Building on its previous goal of matching its energy use with 100 per cent renewable energy, Google aims to power its data centers and offices 24×7 using solely carbon-free electricity by 2030. The “stretch goal,” as CEO Sundar Pichai described it, will force Google to move beyond the tech industry norm of offsetting carbon emissions from electricity use and require technological and political breakthroughs to achieve.

Google has been carbon-neutral on those measures since 2007 and has since shifted from buying power directly from existing wind and solar farms to financing the construction of new renewables, such as its 1,600 MW worth of wind and solar projects to be built in the US, Europe and Chile. It reached its 100 per cent renewable energy goal in 2017, and last year got 61 per cent of its global hourly electricity needs from wind, solar and other carbon-free sources. The proportion varied by facility, with carbon-free sources fulfilling 96 per cent of hourly power needs at Google’s wind-swept Oklahoma data center compared with 3 per cent at its gas-reliant Singapore operation. But shifting to round-the-clock carbon-free energy will be “our biggest sustainability moonshot yet, with enormous practical and technical complexity,” Pichai said. “We are the first major company that’s set out to do this, and we aim to be the first to achieve it.”

The company’s new goals include bringing 5 GW of renewable energy near some suppliers, funding tree planting beyond its offset needs and sharing data or forging partnerships with 500 governments around the world to try to cut 1 gigaton of carbon emissions annually by 2030. Google said it would continue to offset carbon emissions unrelated to electricity use, such as from employee travel.

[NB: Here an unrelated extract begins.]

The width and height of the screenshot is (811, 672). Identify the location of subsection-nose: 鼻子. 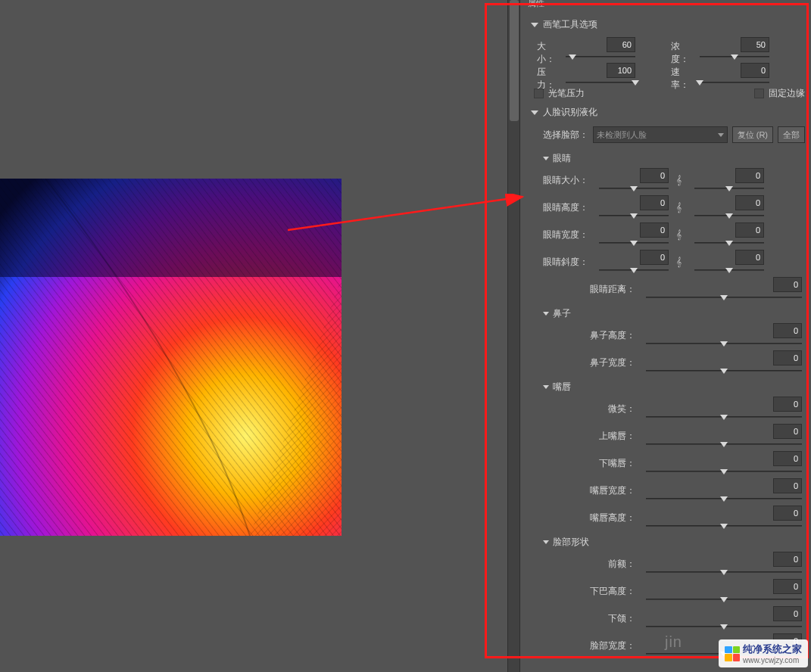
(666, 312).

Its carbon-free electricity goal satisfies one demand of 2,000 Google employees who last November petitioned the company to stop selling data storage and other cloud computing tools to oil companies and funding think tanks or politicians who deny the existence of climate change. Pichai has stated that the company would continue to “support everyone” with its cloud services and help oil and gas companies transition to tapping other sources.

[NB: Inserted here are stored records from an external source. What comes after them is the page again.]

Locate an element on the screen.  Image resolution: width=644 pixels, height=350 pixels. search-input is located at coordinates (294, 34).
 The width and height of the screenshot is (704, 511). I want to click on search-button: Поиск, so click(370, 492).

Meanwhile, a new white paper by Google highlights the falling cost of renewables compared to fossil-fired power, and Pichai noted that the company’s work could “accelerate the availability of clean energy in communities worldwide.” Google separately plans to build 5 GW of new carbon-free energy across its key manufacturing regions by 2030, spurring more than $5 billion in clean-energy investments, Pichai wrote. Pichai also said that Google is exploring “increasing our use of battery storage” to capture excess clean energy for times when it is not being produced. Google’s white paper cited the improving economics of batteries for meeting those goals, although it does not set out any specific energy storage goals.

REGlobal’s Views: Funding the development of local clean energy sources to power its facilities is not new, and most major tech companies (like Amazon and Microsoft) with a clean energy agenda pursue it. But Google’s specific target of making all of its power sources carbon-free by 2030 provides a fixed deadline for an unprecedented goal for a company of its size and influence.